Set in London in 1963, Wildoak by C.C. Harrington features eleven-year-old Margaret Stephens. Maggie stutters, but not whenever she speaks to her pet mouse Wellington or to the injured dove Flute whose wing she has wrapped for healing or to the two snails, Spitfire and Hurricaine, whom she has rescued from the garden. Still, it’s not her gifts that she sees. Maggie sees herself as broken, a child that doesn’t work properly.

Some of these fears derive from people’s reactions to her blocking and her inability to get the words out. Her father even threatens to send her to Granville, a special school where rumor speaks of starvation, neglect, and corporal punishment. More than anything, Maggie wishes “to speak without stuttering, to say whatever she wanted to say. To be understood. To be heard” (8).

Out of love mixed with fear that Maggie is struggling and needs to find another way forward, Mrs. Stephens, Maggie’s mother, determines that a trip to the Cornwall countryside to stay with her father, Dr. Tremayne, will help Maggie. Although Maggie doesn’t really know Grandpa Fred, to Cornwall she gets shipped.

Maggie discovers that Grandpa Fred is a terrible driver and somewhat eccentric in his desire to collect bits of nature and to invent things like flying automobiles, but he loves her and welcomes her into Cherry Tree Cottage.

Here, she visits Wildoak, “one of the last remaining pieces of ancient woodland in the whole of England” (66). Fred tells her it’s a magical place, and Maggie begins to feel a glimmer of possibility. After all, unbelievable things happen sometimes.

In Wildoak, Maggie discovers large ancient trees for climbing, some for housing animals, and others for cradling her in her tiredness. Leaning against one of the massive oaks, she senses a healing vibe, a kind of energy. While worrying about her differences and her challenges with speech, Maggie feels a vibration, and words echo back to her: “Be gentle with yourself. It is hard to be human” (79). Maggie does indeed know that it’s hard to be understood, hard to love and be loved, but in Wildoak, she feels free and unencumbered. The tightness in her shoulders and chest softens.

One day while exploring, Maggie finds a snow leopard kitten caught in a trap. Determined, she rescues the cat and begins the long process of nursing him back to health, despite the fact that Grandpa Fred insists there are no snow leopards in Wildoak. Eventually, Maggie learns the cat’s name is Rumpus. When his paw shows signs of infection, Maggie—who understands that words are only one way to carry messages—realizes that the forest can help. Relying on instinct and intuition, as well as by using Grandpa Fred’s books on medicinal plants, Maggie makes poultices, tinctures, and tonics to treat Rumpus.

But, it’s not just Rumpus’ injury that threatens his life. When other locals glimpse the cat, they are convinced he is a monster. They see a killer of sheep and children, not the playful, loving animal that Maggie has nursed. Furthermore, Lord Foy, who owns the land where the forest grows, has decided to clear it for a housing development. Wildoak would be no more.

All of these forces come together in Harrington’s book, and readers will have to discover their conclusion. In the process, they will encounter some key lessons, namely that “we do what we can, in our own small ways, and sometimes that’s enough to make a difference” (187). Harrington also adds a message about the value of diversity. Although all of us have something about ourselves that we wish to change—“whether it’s the way [we] look, the way [we] sound, where [we’re] from, what [we] own or what [we] don’t, . . .there’s room in this beautiful, complicated world of ours for all of us. Just as we are. In fact, there is a need for it” (293).

Maggie’s sense of shame morphs into something fierce and determined. She discovers that her stutter doesn’t have to stop her, that she can say what she needs to, that she can speak for the trees and the animals—it just might take her a little longer.

In addition to these messages and her allusions to Jane Goodall, Harrington includes an author’s note in which she not only shares resources for young people who experience stuttering but reports on reforestation efforts and wild cat conservation.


• **The task**
Every record below should be printed exactly as given.

Listed records below:

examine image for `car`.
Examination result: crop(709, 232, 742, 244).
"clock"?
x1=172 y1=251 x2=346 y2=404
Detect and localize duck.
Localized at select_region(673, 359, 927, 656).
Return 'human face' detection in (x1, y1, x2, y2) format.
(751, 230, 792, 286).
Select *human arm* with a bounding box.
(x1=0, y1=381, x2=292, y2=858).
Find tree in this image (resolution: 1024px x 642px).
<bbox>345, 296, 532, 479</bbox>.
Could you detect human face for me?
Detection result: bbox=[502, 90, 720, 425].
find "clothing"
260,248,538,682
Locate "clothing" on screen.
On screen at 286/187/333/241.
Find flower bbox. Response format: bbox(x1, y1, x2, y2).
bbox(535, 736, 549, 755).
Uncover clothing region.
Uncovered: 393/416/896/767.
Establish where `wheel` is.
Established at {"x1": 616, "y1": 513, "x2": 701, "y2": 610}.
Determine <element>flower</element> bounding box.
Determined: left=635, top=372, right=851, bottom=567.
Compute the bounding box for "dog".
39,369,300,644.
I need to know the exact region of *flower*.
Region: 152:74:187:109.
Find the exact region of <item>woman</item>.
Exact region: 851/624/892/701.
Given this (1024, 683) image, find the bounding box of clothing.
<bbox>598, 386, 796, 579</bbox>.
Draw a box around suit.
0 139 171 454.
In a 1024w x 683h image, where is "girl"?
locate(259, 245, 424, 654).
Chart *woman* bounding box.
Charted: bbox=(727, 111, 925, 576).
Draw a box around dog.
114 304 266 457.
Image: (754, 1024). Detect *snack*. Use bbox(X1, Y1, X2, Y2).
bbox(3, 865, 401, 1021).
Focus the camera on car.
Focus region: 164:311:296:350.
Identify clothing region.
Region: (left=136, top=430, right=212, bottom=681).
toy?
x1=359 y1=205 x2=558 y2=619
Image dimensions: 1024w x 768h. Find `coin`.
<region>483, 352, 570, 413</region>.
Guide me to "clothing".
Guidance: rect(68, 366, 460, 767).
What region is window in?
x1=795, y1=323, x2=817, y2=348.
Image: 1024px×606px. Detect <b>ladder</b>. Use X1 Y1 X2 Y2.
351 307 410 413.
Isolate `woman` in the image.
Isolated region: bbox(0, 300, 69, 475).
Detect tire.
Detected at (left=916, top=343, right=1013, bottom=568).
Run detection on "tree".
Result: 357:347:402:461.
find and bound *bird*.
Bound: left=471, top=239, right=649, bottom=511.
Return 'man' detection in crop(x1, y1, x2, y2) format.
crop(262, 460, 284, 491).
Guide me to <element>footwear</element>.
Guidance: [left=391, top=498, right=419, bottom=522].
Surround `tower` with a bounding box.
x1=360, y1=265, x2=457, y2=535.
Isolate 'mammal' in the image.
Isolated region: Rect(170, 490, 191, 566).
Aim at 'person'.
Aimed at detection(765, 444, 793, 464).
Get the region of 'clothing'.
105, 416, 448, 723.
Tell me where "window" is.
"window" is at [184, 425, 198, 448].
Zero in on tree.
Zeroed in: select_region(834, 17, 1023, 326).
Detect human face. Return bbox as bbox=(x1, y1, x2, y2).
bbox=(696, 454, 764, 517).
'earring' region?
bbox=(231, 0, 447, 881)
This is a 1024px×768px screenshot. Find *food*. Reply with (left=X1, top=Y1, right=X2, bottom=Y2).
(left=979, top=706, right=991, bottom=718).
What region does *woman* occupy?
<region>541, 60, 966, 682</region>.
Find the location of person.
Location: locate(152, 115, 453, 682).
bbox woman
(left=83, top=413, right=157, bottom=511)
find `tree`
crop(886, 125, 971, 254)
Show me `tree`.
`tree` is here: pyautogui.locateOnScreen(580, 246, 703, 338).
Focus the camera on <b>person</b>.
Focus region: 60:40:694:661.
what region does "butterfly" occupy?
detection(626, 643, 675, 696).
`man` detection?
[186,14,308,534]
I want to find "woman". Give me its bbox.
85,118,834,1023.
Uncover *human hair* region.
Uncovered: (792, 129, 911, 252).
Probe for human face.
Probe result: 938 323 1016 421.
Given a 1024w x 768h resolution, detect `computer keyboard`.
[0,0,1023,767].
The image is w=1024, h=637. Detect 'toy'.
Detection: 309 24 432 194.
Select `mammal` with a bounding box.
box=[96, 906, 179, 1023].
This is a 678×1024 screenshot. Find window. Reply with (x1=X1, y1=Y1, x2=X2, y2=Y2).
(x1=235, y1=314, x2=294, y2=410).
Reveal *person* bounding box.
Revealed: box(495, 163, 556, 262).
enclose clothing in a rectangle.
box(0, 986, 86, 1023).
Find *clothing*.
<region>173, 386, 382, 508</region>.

End of Listed records.

• **Expected output**
examine image for `car`.
Examination result: crop(709, 232, 742, 244).
"clock"?
x1=172 y1=251 x2=346 y2=404
Detect and localize duck.
Localized at select_region(673, 359, 927, 656).
Return 'human face' detection in (x1, y1, x2, y2) format.
(751, 230, 792, 286).
Select *human arm* with a bounding box.
(x1=0, y1=381, x2=292, y2=858).
Find tree in this image (resolution: 1024px x 642px).
<bbox>345, 296, 532, 479</bbox>.
Could you detect human face for me?
Detection result: bbox=[502, 90, 720, 425].
find "clothing"
260,248,538,682
Locate "clothing" on screen.
On screen at 286/187/333/241.
Find flower bbox. Response format: bbox(x1, y1, x2, y2).
bbox(535, 736, 549, 755).
Uncover clothing region.
Uncovered: 393/416/896/767.
Establish where `wheel` is.
Established at {"x1": 616, "y1": 513, "x2": 701, "y2": 610}.
Determine <element>flower</element> bounding box.
Determined: left=635, top=372, right=851, bottom=567.
Compute the bounding box for "dog".
39,369,300,644.
I need to know the exact region of *flower*.
Region: 152:74:187:109.
Find the exact region of <item>woman</item>.
Exact region: 851/624/892/701.
Given this (1024, 683) image, find the bounding box of clothing.
<bbox>598, 386, 796, 579</bbox>.
Draw a box around suit.
0 139 171 454.
In a 1024w x 683h image, where is "girl"?
locate(259, 245, 424, 654).
Chart *woman* bounding box.
Charted: bbox=(727, 111, 925, 576).
Draw a box around dog.
114 304 266 457.
Image: (754, 1024). Detect *snack*. Use bbox(X1, Y1, X2, Y2).
bbox(3, 865, 401, 1021).
Focus the camera on car.
Focus region: 164:311:296:350.
Identify clothing region.
Region: (left=136, top=430, right=212, bottom=681).
toy?
x1=359 y1=205 x2=558 y2=619
Image dimensions: 1024w x 768h. Find `coin`.
<region>483, 352, 570, 413</region>.
Guide me to "clothing".
Guidance: rect(68, 366, 460, 767).
What region is window in?
x1=795, y1=323, x2=817, y2=348.
Image: 1024px×606px. Detect <b>ladder</b>. Use X1 Y1 X2 Y2.
351 307 410 413.
Isolate `woman` in the image.
Isolated region: bbox(0, 300, 69, 475).
Detect tire.
Detected at (left=916, top=343, right=1013, bottom=568).
Run detection on "tree".
Result: 357:347:402:461.
find and bound *bird*.
Bound: left=471, top=239, right=649, bottom=511.
Return 'man' detection in crop(x1, y1, x2, y2) format.
crop(262, 460, 284, 491).
Guide me to <element>footwear</element>.
Guidance: [left=391, top=498, right=419, bottom=522].
Surround `tower` with a bounding box.
x1=360, y1=265, x2=457, y2=535.
Isolate 'mammal' in the image.
Isolated region: Rect(170, 490, 191, 566).
Aim at 'person'.
Aimed at detection(765, 444, 793, 464).
Get the region of 'clothing'.
105, 416, 448, 723.
Tell me where "window" is.
"window" is at [184, 425, 198, 448].
Zero in on tree.
Zeroed in: select_region(834, 17, 1023, 326).
Detect human face. Return bbox as bbox=(x1, y1, x2, y2).
bbox=(696, 454, 764, 517).
'earring' region?
bbox=(231, 0, 447, 881)
This is a 1024px×768px screenshot. Find *food*. Reply with (left=X1, top=Y1, right=X2, bottom=Y2).
(left=979, top=706, right=991, bottom=718).
What region does *woman* occupy?
<region>541, 60, 966, 682</region>.
Find the location of person.
Location: locate(152, 115, 453, 682).
bbox woman
(left=83, top=413, right=157, bottom=511)
find `tree`
crop(886, 125, 971, 254)
Show me `tree`.
`tree` is here: pyautogui.locateOnScreen(580, 246, 703, 338).
Focus the camera on <b>person</b>.
Focus region: 60:40:694:661.
what region does "butterfly" occupy?
detection(626, 643, 675, 696).
`man` detection?
[186,14,308,534]
I want to find "woman". Give me its bbox.
85,118,834,1023.
Uncover *human hair* region.
Uncovered: (792, 129, 911, 252).
Probe for human face.
Probe result: 938 323 1016 421.
Given a 1024w x 768h resolution, detect `computer keyboard`.
[0,0,1023,767].
The image is w=1024, h=637. Detect 'toy'.
Detection: 309 24 432 194.
Select `mammal` with a bounding box.
box=[96, 906, 179, 1023].
This is a 678×1024 screenshot. Find window. Reply with (x1=X1, y1=Y1, x2=X2, y2=Y2).
(x1=235, y1=314, x2=294, y2=410).
Reveal *person* bounding box.
Revealed: box(495, 163, 556, 262).
enclose clothing in a rectangle.
box(0, 986, 86, 1023).
Find *clothing*.
<region>173, 386, 382, 508</region>.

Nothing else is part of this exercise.